Javascript timers in browsers are inaccurate (C would be better for that usage).
However, you get a better averaged accuracy having the delay as high as possible, especially avoiding low values, like 1 ms.
It will be difficult to have 1000 evenly timed calls to a function, within one second. One millisecond being a low value , the simple execution of the triggered function itself (plus the overhead of handling timers) is likely to take a time close to 1 ms (or maybe more)... meaning the JS interpreter calls the function after 1ms, executes the code then set a new 1ms timer. Consequently there is more than 1ms between calls.
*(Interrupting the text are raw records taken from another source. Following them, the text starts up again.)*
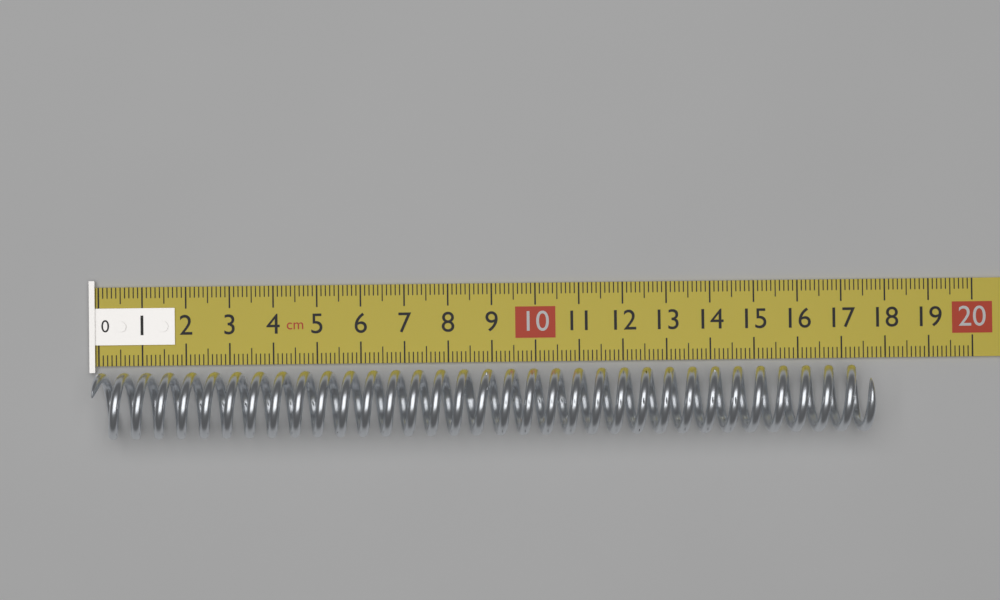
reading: 17.6 cm
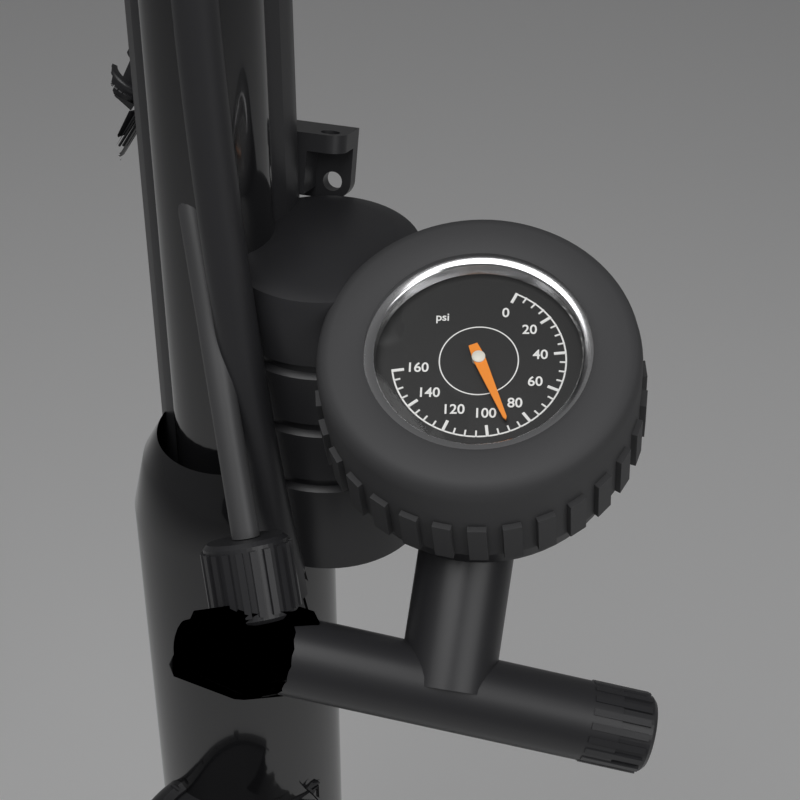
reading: 90 psi
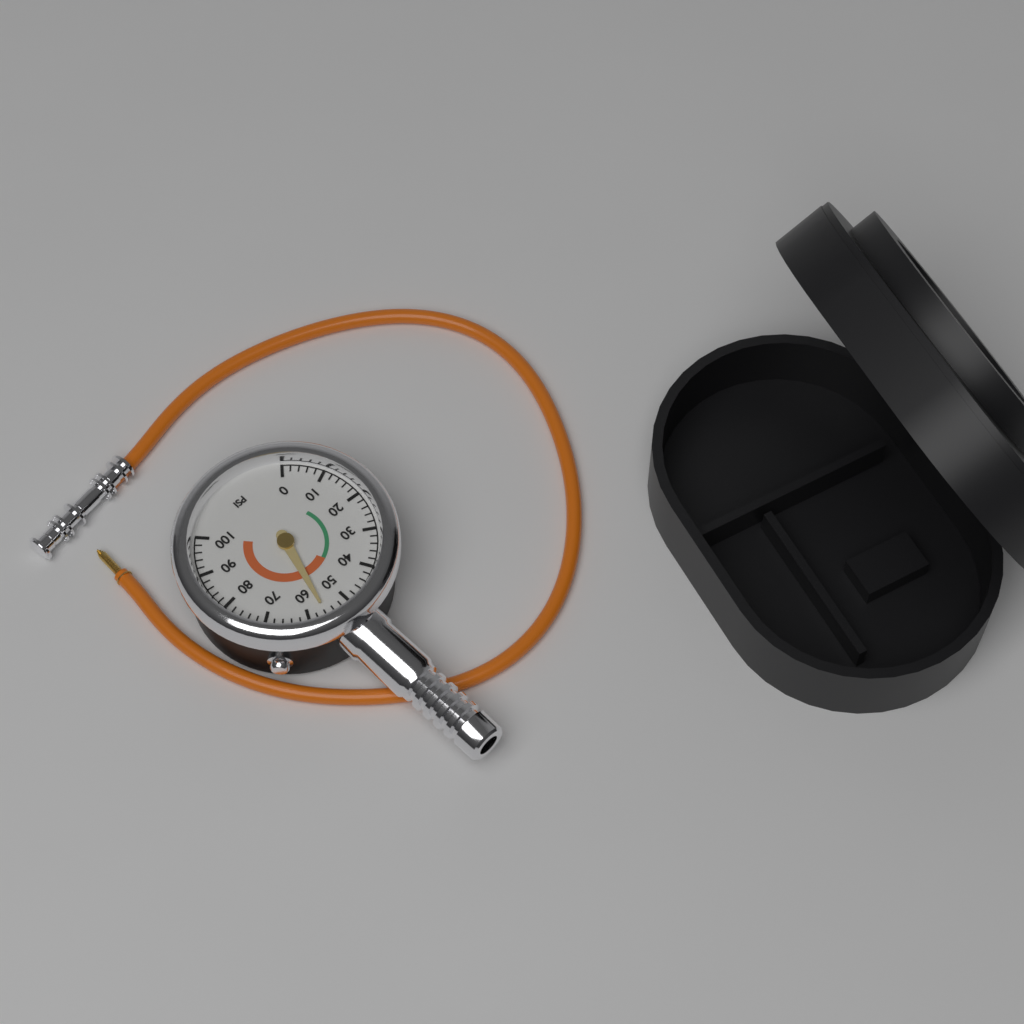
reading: 56 psi
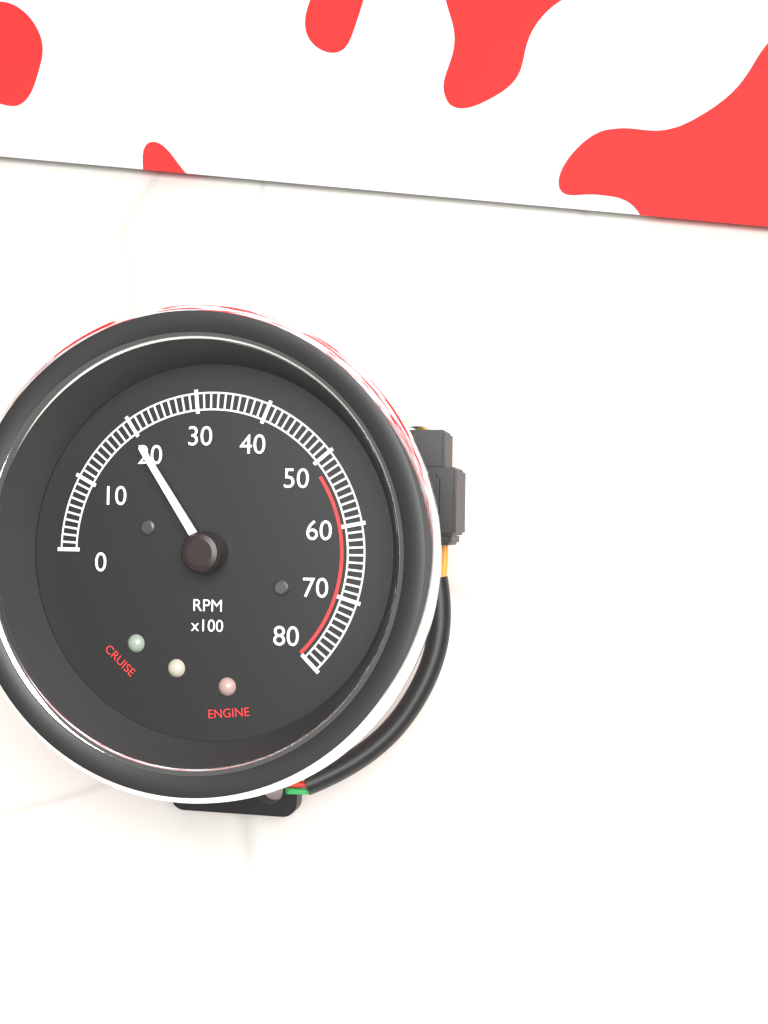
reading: 2000 RPM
The JS interpreter does something like
At t call function <-- this takes
execute function <-- some
at t+x set new 1ms timer <-- time
etc...
However if you can afford to end the process within a timeframe closer to 1 second (than the 3-4 seconds you have now), doing as many as possible 1 ms calls, this is possible.
var n = 0;
var timer= setInterval(function(){
if(n++ == 0) {
console.log(new Date());
}
}, 1);
setTimeout(function() {
clearInterval(timer);
console.log("Got n="+n+" at "+(new Date()));
}, 1000);
This is basically the same program as yours
n
is incremented every 1ms
- however the end of the process is controlled by another 1-second timer
In Chrome, I get 252
n increments and the two dates are ~1 second apart.